My findings are informed by 19 months of ongoing ethnographic field research in Calabar, capital of Cross River State, Nigeria. Fieldwork was conducted during six trips to Nigeria: 2008, 2009, 2009-2010 (year long trip supported by Fulbright-Hayes), 2014, 2016, and 2018. I am currently planning my seventh trip to continue fieldwork during the summer of 2022.

I am finishing up my final revised manuscript based on my long-term ethnographic research in Calabar, Nigeria (from 2008-present), on the masquerade culture of urban Calabar. The monograph, Masquerade and Money in Urban Nigeria: The Case of Calabar, is an effort to examine the broad masquerade culture by exploring the six prominent masquerade societies currently thriving in Calabar. In this book, I unravel the urban layers of masquerade performance, showing how “traditional” culture gains new roles or currencies within a contemporary, city-based context. I argue that urban masquerade performance provides a global platform for members to sustain themselves financially and to produce a type of space or “street stage” on which to “stand,” be heard, and expressively push back against the forces of marginalization and homogeneity.

I have also been working on developing a traveling exhibition on West African Masquerades (with two other scholars, Amanda Maples and Lisa Homann) for the Smithsonian's National Museum of African Art and the North Carolina Museum of Art. We were awarded a National Endowment of the Humanities grant of just over $60,000 to fund the preliminary expenses for this project! More specifically, it is a pre-planning NEH curatorial grant.

Most of this grant will cover myself and the other two collaborators to travel to our research sites in West Africa to commission masquerade costumes from living, active artists.

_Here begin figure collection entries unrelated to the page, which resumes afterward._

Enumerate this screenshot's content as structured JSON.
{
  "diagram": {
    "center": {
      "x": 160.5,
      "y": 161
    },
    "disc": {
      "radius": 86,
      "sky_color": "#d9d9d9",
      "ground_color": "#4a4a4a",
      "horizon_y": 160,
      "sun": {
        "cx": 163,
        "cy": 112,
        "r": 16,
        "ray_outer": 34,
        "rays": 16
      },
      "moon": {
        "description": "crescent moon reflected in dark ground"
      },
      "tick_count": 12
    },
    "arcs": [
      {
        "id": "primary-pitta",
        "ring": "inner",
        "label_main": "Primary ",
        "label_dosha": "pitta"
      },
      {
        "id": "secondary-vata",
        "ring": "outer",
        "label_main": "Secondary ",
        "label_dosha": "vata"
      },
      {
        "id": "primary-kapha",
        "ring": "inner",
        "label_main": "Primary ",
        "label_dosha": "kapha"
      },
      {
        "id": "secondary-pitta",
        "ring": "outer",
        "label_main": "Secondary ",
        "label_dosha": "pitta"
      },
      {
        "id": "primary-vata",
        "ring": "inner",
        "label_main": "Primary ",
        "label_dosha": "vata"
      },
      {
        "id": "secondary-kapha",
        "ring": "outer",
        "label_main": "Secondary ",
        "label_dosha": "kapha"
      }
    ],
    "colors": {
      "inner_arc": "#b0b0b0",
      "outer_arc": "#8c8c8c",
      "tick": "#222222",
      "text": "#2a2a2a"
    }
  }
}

And another point with this is that my 2017 article on the issues of ethical fieldwork and commissioning practices with living African artists serves as the methodological framework for this project. It is very exciting to see my research so well received and that it will be used as our core, ethical method for this project. I am excited to expand on this with my co-collaborators!

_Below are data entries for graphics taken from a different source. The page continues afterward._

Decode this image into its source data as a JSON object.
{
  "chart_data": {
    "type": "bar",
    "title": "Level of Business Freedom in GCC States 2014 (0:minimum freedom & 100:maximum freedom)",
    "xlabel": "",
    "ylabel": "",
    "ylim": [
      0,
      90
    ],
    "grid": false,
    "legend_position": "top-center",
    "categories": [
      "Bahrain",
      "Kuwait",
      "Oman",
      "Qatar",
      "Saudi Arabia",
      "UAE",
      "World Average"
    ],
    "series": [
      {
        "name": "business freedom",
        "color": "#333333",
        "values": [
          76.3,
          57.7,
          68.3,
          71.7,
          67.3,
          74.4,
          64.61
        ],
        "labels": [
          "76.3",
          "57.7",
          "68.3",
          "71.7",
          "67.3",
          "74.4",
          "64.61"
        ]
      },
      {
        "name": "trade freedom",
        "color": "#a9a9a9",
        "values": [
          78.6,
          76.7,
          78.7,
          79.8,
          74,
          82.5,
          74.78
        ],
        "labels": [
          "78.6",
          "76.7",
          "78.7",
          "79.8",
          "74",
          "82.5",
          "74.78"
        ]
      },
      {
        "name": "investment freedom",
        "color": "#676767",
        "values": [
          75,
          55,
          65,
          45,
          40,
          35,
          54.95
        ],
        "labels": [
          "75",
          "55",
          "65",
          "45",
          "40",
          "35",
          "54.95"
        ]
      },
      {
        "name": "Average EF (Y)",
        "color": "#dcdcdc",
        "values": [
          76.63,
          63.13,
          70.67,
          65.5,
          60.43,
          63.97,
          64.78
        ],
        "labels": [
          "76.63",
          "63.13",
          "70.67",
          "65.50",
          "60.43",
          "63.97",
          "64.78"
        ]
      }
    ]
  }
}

Jordan Fenton participates in a procession

Fenton performing with fellow members during his initiation and installation into chief and titleholder of the Nigerian Ekpe/Mgbe secret society, Calabar, 2008.

Masquerade costume

Ekpe/Mgbe Ebonko masquerade by Chief Ekpenyong Bassey Nsa. Collected and commissioned by Fenton for the permanent collection of Miami's Art Museum in 2018. The commission ties to his research engaging more ethical ways/methods of working with underrepresented indigenous artists.

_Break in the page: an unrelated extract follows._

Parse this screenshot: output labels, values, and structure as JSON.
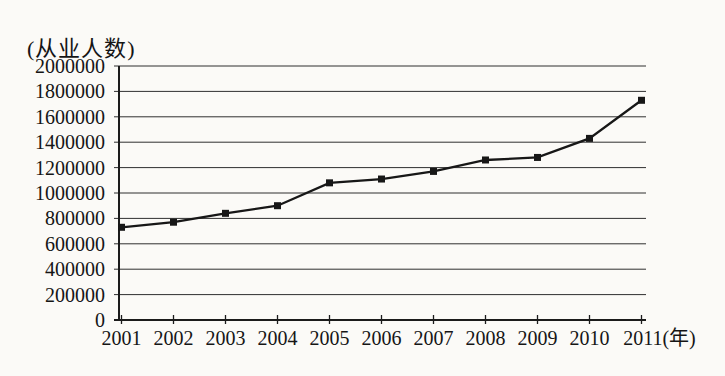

Has the COVID-19 pandemic affected your research?

COVID has disrupted my research schedule of returning to Nigeria about every two summers. I was supposed to travel back to Calabar, Nigeria, last summer and this summer to continue fieldwork, especially this summer for the HEH award. However, due to COVID, I will be pushing research back to next summer of 2022 to continue work for the exhibition and NEH project.

What are your plans for the coming year?

Jordan Fenton and a group sit cross legged on the floor

Fenton working with herbalist Chief (Dr.) Asuquo Effiong during a 2018 summer research trip.

In addition to publishing the aforementioned book and continuing work on the Smithsonian Exhibition and NEH project, I plan to work on publishing a reader for the Art of Africa, Oceania and Native America (as a companion text for my ART 162: Africa, Oceania and Native America course.)

After that, I start working on a second monograph investigating Nsibidi, an esoteric art form, language, and knowledge system of southeastern Nigeria and West Cameroon. It is a visual and performed system of knowledge/language that is deeply embedded into the masquerade culture I have been studying in Calabar since 2008. I have also been very fortunate as I have been apprenticed into this esoteric knowledge system over the last 13 years during my ethnographic work in Calabar, Nigeria.